Monday, March 28, 2005
(9:10 AM) | Adam Kotsko:
My Conundrum
My future children are lucky they're not born yet. If they were, I would have just entered the house in a rampage, telling one that her handicrafts are not done correctly, the other that his incessant piano playing is driving me nuts -- and I'd hit a light switch and yell, "Aw, is the electrician ever going to get this right?" And then I'd creep out my youngest child by holding him over-tightly as I held back tears of despair.I would act out this scene from It's a Wonderful Life because I'm pretty sure that I'm not even on the waiting list at DePaul. I have not been "officially" counting on getting in off the waiting list, but finding out the news this morning (from one of the professors with whom I've been in close contact -- but who, for the first time in over a decade, was not on the admissions committee), it became clear that I really was hoping for the deus ex machina of some nameless person choosing Fordham or Villanova over DePaul.
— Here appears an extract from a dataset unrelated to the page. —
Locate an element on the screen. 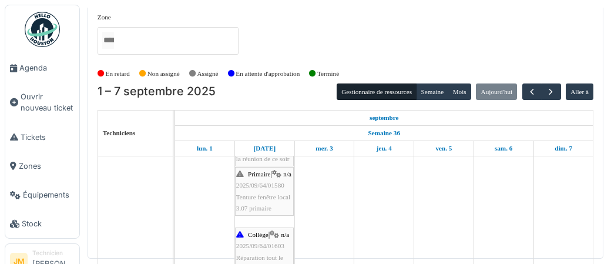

Now my options all seem to be fairly bad. I've requested a deferral from Nottingham, both because Goodchild is on leave next year and because I'd like to have a decent shot at actual scholarships, so I could take a year off and go there. I have the offer from New School, with the very flattering scholarship -- but that scholarship makes it so that I would spend basically the same amount for tuition for a second MA as I would spend on the coursework for a PhD from CTS. I wonder why it is that I couldn't have applied at more places that would have offered funding; but wait! -- I actually did, and the very best result I got from any of them was being on the waiting list at Vanderbilt, an institution at which, on paper at least, I am a virtual clone of several of their current grad students.
I know it's all dice rolls, and it's not really a matter of my wanting to be affirmed as a person -- more a matter of feeling like pursuing the rather uncertain road of an academic career would be a whole lot easier to take if I could go into job searches without being pinned against the wall with an unreasonable amount of debt. And it's also a feeling of -- once again, now as at every point of my life -- having missed out on the opportunity to go to an institution whose prestige would complement my talents, allowing me to, you know, actually get somewhere in life.
Yes, yes -- no harm in waiting a year and reapplying; or, better, the academic job market is so shitty that you're going to hate yourself even more in five or six years when you've got this advanced degree with no job to go with it. Just sign on with the temp agency, and you'll eventually stumble into a job. Or why not get your teaching certificate? Right. And I'll be thanking myself a few years down the line when I'm trying to start a family and I'm on so much better financial footing. I'll be able to afford the name-brand cereals for my children.